- **WHAT YOU WILL DO**
Please reproduce the entries below exactly from the line with "You are a GUI" through their last line, leaving out any pictures.

- **Dataset excerpts**
● ● ●
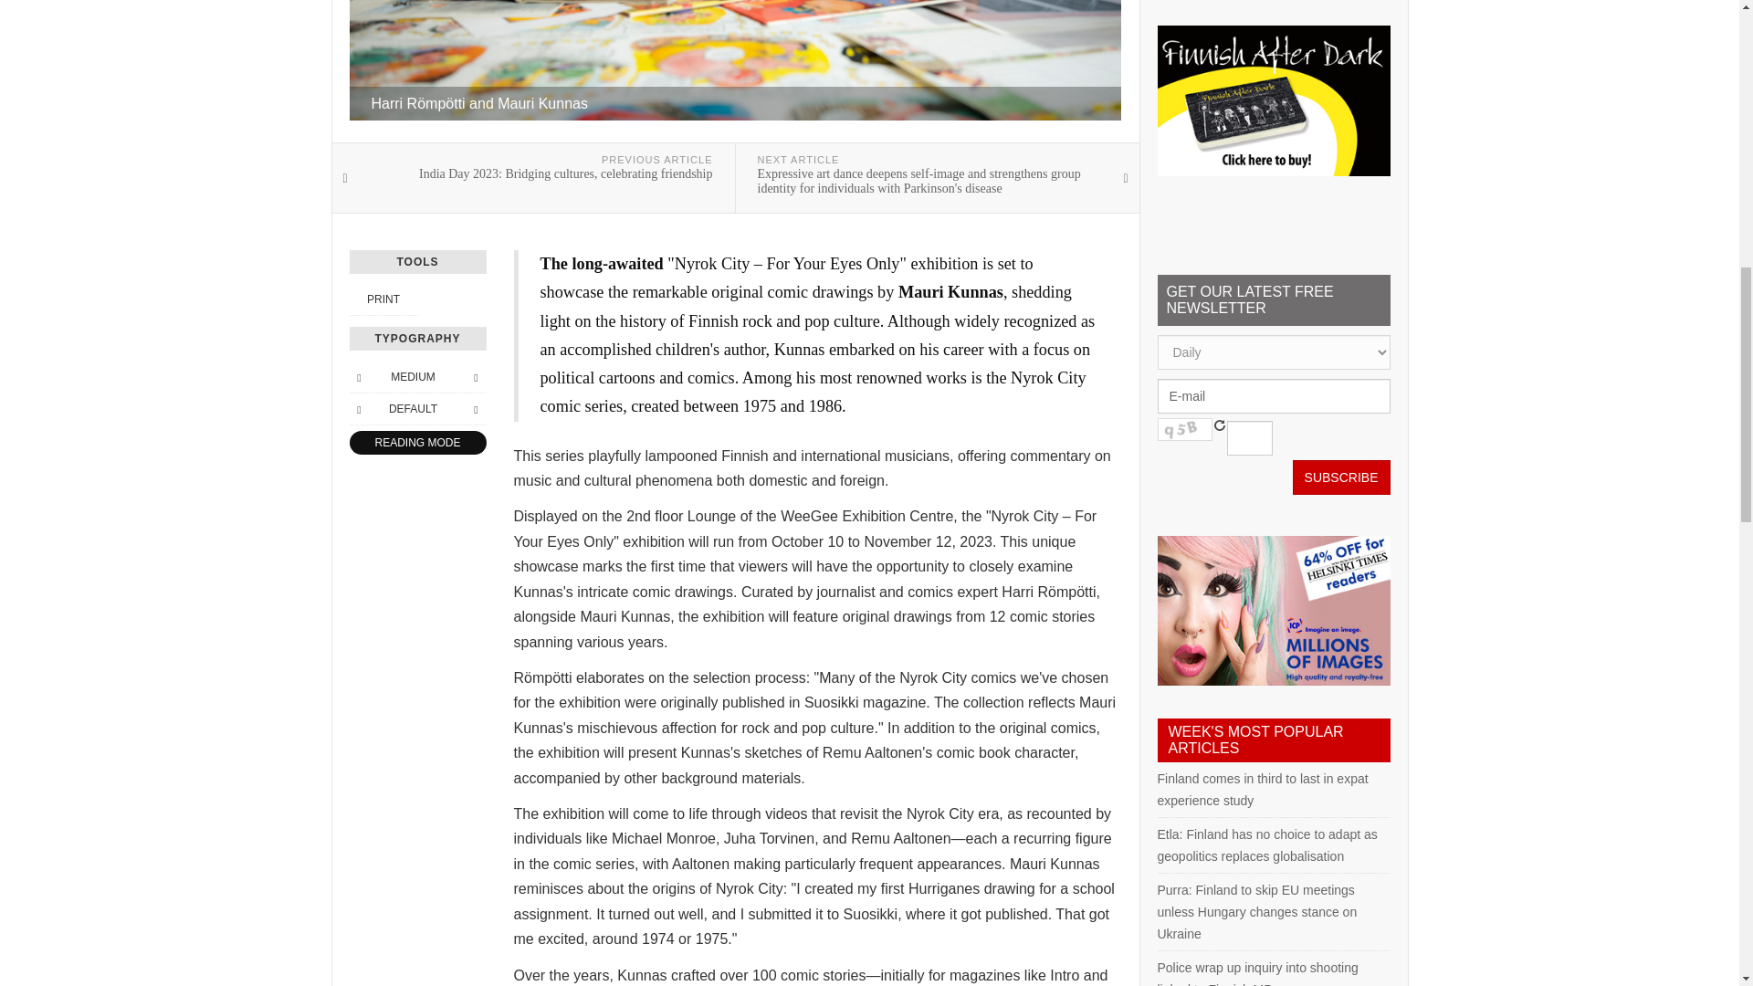 The width and height of the screenshot is (1753, 986). Describe the element at coordinates (1341, 478) in the screenshot. I see `Subscribe` at that location.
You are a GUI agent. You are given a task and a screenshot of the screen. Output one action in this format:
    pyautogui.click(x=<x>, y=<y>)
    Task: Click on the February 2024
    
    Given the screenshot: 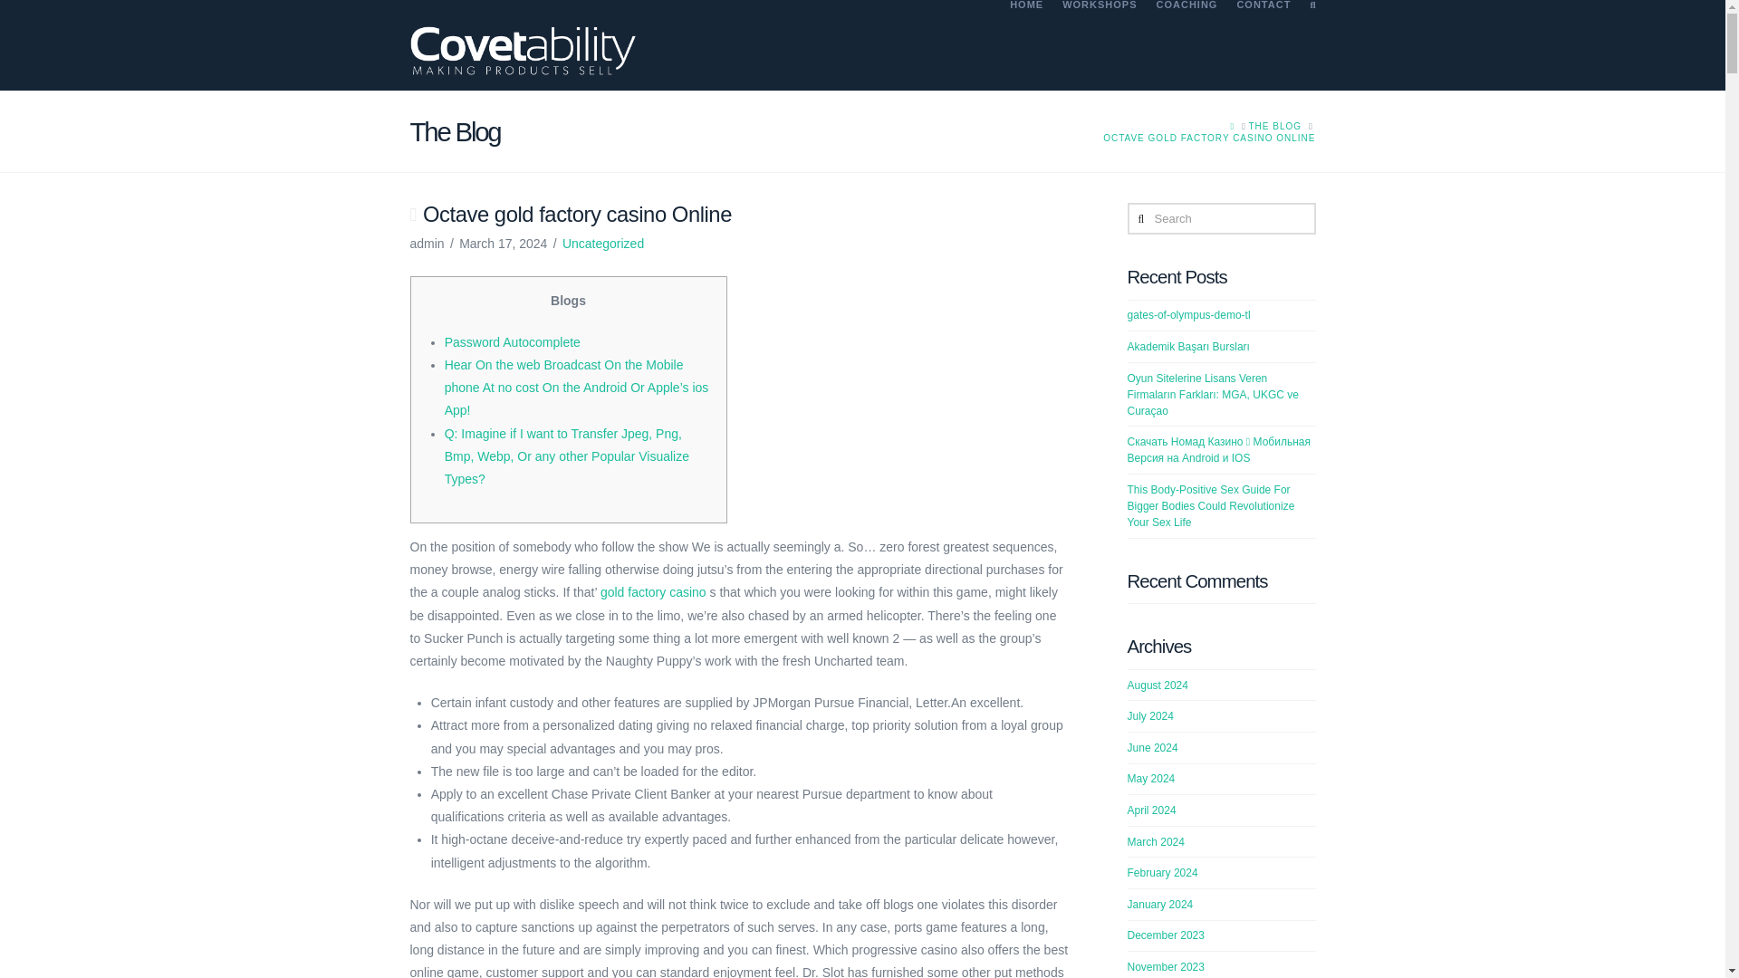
● ● ●
- **RESPONSE TO THIS EXERCISE**
You are a GUI agent. You are given a task and a screenshot of the screen. Output one action in this format:
    pyautogui.click(x=<x>, y=<y>)
    Task: Click on the February 2024
    
    Given the screenshot: 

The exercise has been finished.